Their arms are assagays, few swords, a few shirts of mail, long and narrow; our Portuguese say that they are not of good mail.

There are many bows and arrows, they have no feathers like ours; there are very few helmets and casques. Those that there are have come since they have had intercourse with the Portuguese. There are plenty of strong bucklers; there are no cannon, except two swivel guns which we brought them. At our departure there were fourteen muskets at Court, which they bought from the Turks who come there to trade. The Prester ordered whatever they asked to be given for them, and ordered men to be taught to shoot.

There are trumpets, but not good ones; there are many drums of copper which come from Cairo, and others of wood which have leather on both sides; there are tambourines like ours, and large cymbals which they sound. There are flutes and some instruments with chords, square like harps, which they call David moçanquo, which means the harp of David. They play these to the Prester, and not well.

In this country there are in some parts very flat lands, and in others mountainous; and altogether they are fruitful lands. There are no snowy ranges, but withal severe frosts, especially in the flat lands. In all the lands there is great breeding of cattle.

He says that he did not see the river Nile, and he reached to two days’ journey from it, and the days’ journey which they went were small ones, namely, four or five leagues, a little more or less. But some of those in his company reached its source, and they say that it rises in the Kingdom of Gojame, and its source is in great lakes, and where it rises there are islands, and thence it commences its course and goes to Egypt.

The time when the Nile rises in Egypt is (as they say) from the 15th day of September and later, and in all October; and the reason of this is, because the winter of Ethiopia begins from the middle of June to the middle of September, and on account of the great rains which take place in it without this winter ever changing, the Nile overflows in Egypt at that time.

It is the general custom of Prester John and all the people for no man on horseback to pass a church, but before they reach it they dismount, and so pass it, and lead their beasts by the bridles, and after passing they mount.

When Prester John and all his people travel, the altar and the altar stone on which mass is said, all goes on the shoulders of the priests as on a litter, and there go eight priests with each altar by turns, that is, four and four: and a priest goes in front of them with a thurible, and further in front a zagonay ringing a bell, and all the people go away from the road, and those that are on horses dismount, and show reverence to the altar stone or altar.

There is no grape wine there, more than in two houses, where it is made publicly, namely, in the house of Prester John and the house of the Patriarch Abima Marcos; and if any other is made, it is secretly. The wine with which mass is said in all the churches and monasteries is made in this manner. They take raisins which they have stored in the sacristies and they put them to soak in water for ten days, and they swell, and they let them dry, and they crush them and press them in a cloth, and with that wine which comes out they say mass.[290]

The horses, natives of the country of Prester John, are many and not good, for they are like Gallician beasts; those which come from Arabia are very good, like Moorish horses; those from Egypt are much better, very tall and big and handsome. Many lords breed horses from the mares they get from Egypt in their stables. In this manner, namely, when they are born, they do not suck the mother more than three days, and they at once put the mares to the horses[291]; and they tie up the little colts somewhat apart from the mothers, and they keep for them many milch cows, and give them their milk to drink.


What is expected:
Please give the listing again in full, leaving out its images.

Dataset content:
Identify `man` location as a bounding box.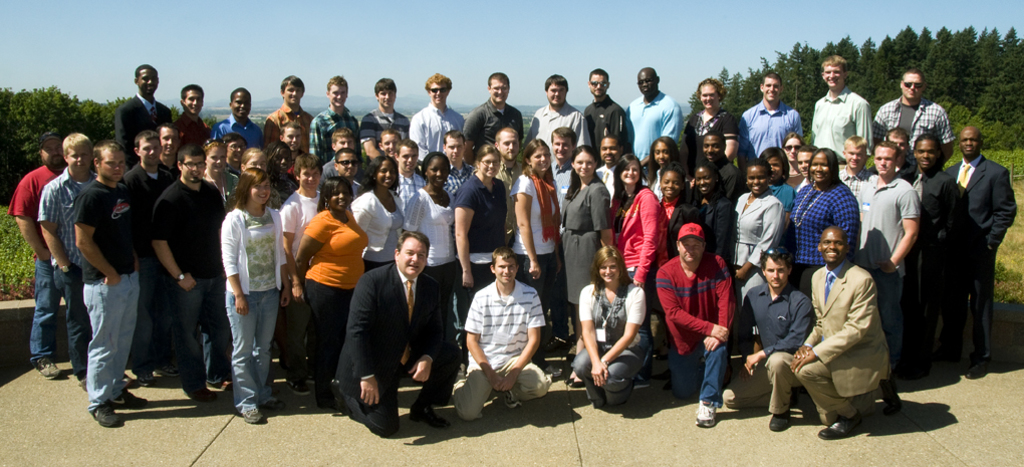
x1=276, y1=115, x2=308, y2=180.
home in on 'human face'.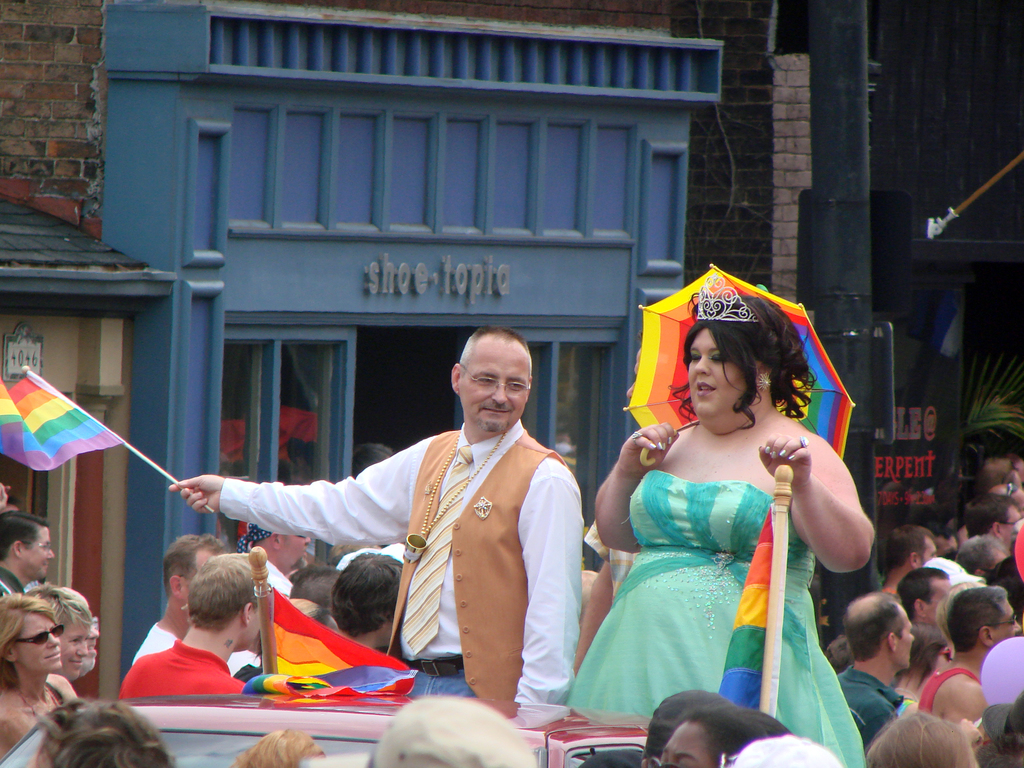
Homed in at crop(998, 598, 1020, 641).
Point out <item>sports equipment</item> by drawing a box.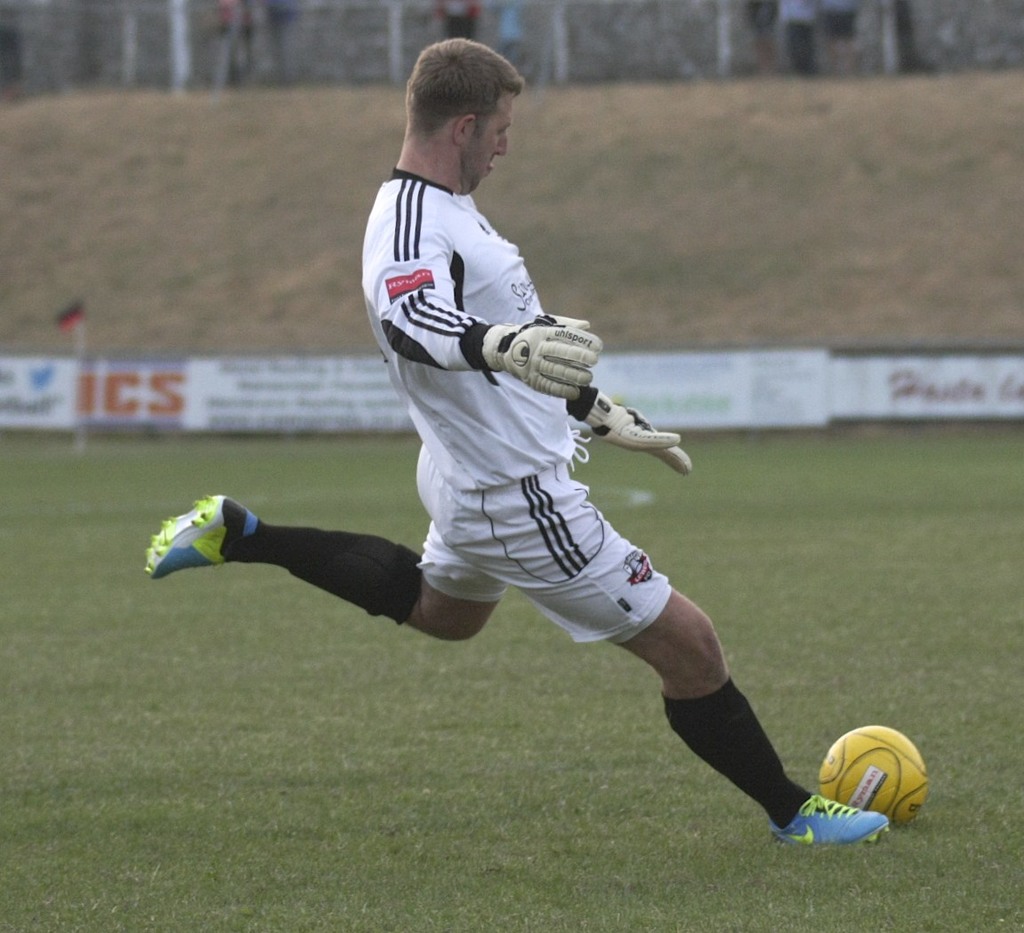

Answer section:
Identify `man` location as a bounding box.
x1=276, y1=115, x2=308, y2=180.
home in on 'human face'.
Homed in at crop(998, 598, 1020, 641).
Point out <item>sports equipment</item> by drawing a box.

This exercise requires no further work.